Secondly, the “lesser-of-two-evils” strategy constitutes a complete and catastrophic misreading of oppositional politics. A left political organization – too small to actually contest elections – serves nonetheless as a material force for influencing elections by projecting advanced demands. Those demands may, in turn, shift electoral discourse away from the usually overwhelming pressure of wealth, media access and power. Of course, it may not, but it will draw adherents to the side of truth and justice. And in the longer view, it will strengthen and build the left. Thus, the left grows in times of strong independent movements for social change. And contra the “lesser-of-two-evils” philosophy, it provides the spine for those rare occasions when the Democratic Party actually advances the peoples’ interests such as with the New Deal or racial desegregation.
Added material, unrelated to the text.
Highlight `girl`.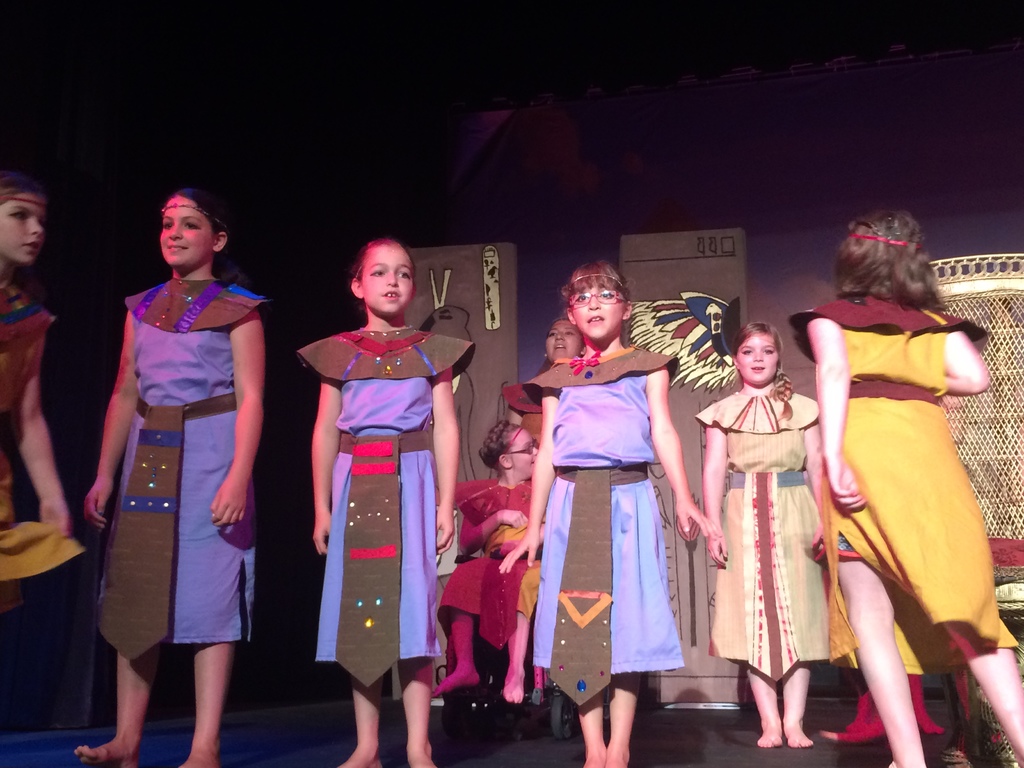
Highlighted region: rect(0, 167, 88, 619).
Therefore, the role of the left is a critical role - a role to challenge and provoke social institutions to move away from their tendency to accept and expand the privileges of the few.
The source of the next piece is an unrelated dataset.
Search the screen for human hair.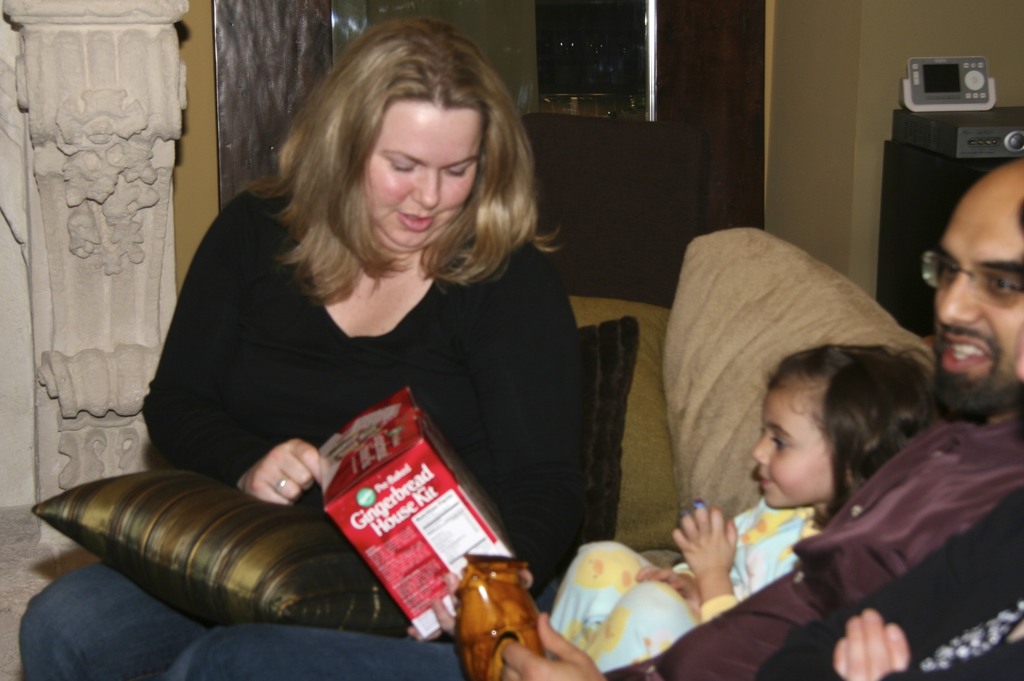
Found at <bbox>764, 342, 960, 529</bbox>.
Since the diffusion and loss of focus of the anti-capitalist left, this critical role has been lost in US politics. Reinforced by the handful of left publications that obsess over the maneuvers and deals of bourgeois politicians, the broad left has accepted electoral politics as its touchstone, waiting patiently for an establishment candidate who can revisit the myths attached to the great liberal icons: Roosevelt and Kennedy. This is a tragic misreading of history and a shameless neglect of the historic mission of left movements.

But even more shameless is the posture of elements of the anti-capitalist left who speak and write of a grand coalition against the ultra- or extreme right. They posture as though there is a supra-organization joined around the sole goal of burying the foul creatures inhabiting a corner of US politics since the country’s founding. There is no such coalition. Instead, there are many groups with varied interests that latch onto the Democratic Party because they see nowhere else to turn. Historically, it has been the goal of the left to nurture a broader vision that could tie these interests together into a real coalition, not to merely halt the influence of the most backward political forces, but to improve the lot of the majority.

Miguel Figueroa, leader of the Communist Party of Canada, spoke well when he addressed a recent gathering of Communist Parties in South Africa:

It is equally if not more impermissible however for the Communists to enter into alliances in a self-effacing way, making unprincipled political and ideological concessions for the sake of maintaining unity, and jettisoning the independent role of the Communist Party in the process.


But in the case of the US, there is only an imaginary alliance that makes one concessionary demand upon its members: vote and support Democratic Party candidates. When all the rhetoric is cast off, the “alliance” is merely a fig leaf for unconditional loyalty to the Democratic Party and its agenda. And “unity” is never in jeopardy when there is only a one-way conversation between the Democratic Party leadership and those who dutifully follow.

The “Marxists” who contrive this fictional alliance, in moments of ideological nostalgia, appeal to the United Front tactics offered by the Communist movement in the struggle against fascism. But even a casual read of the documents endorsed by the Communist International demonstrate that these “Marxists” neither understand the tactic nor know when and how to apply it.

But suppose Obama had delivered on many of his campaign promises. Would that have earned our uncritical support? Respect, sure. Critical support, perhaps. But not the fawning idolatry that much of the left demonstrated after the election. Nor should it have brought a virtual collapse of the peace and justice movement. For the left, the task of constantly prodding and pushing the political goal forward should not be compromised in victory or defeat.

And now it’s time to get beyond wringing our hands over what Obama promised, what he did, and what he will or will not do, and focus on what we will do – a stance that promises to bring life back to the left.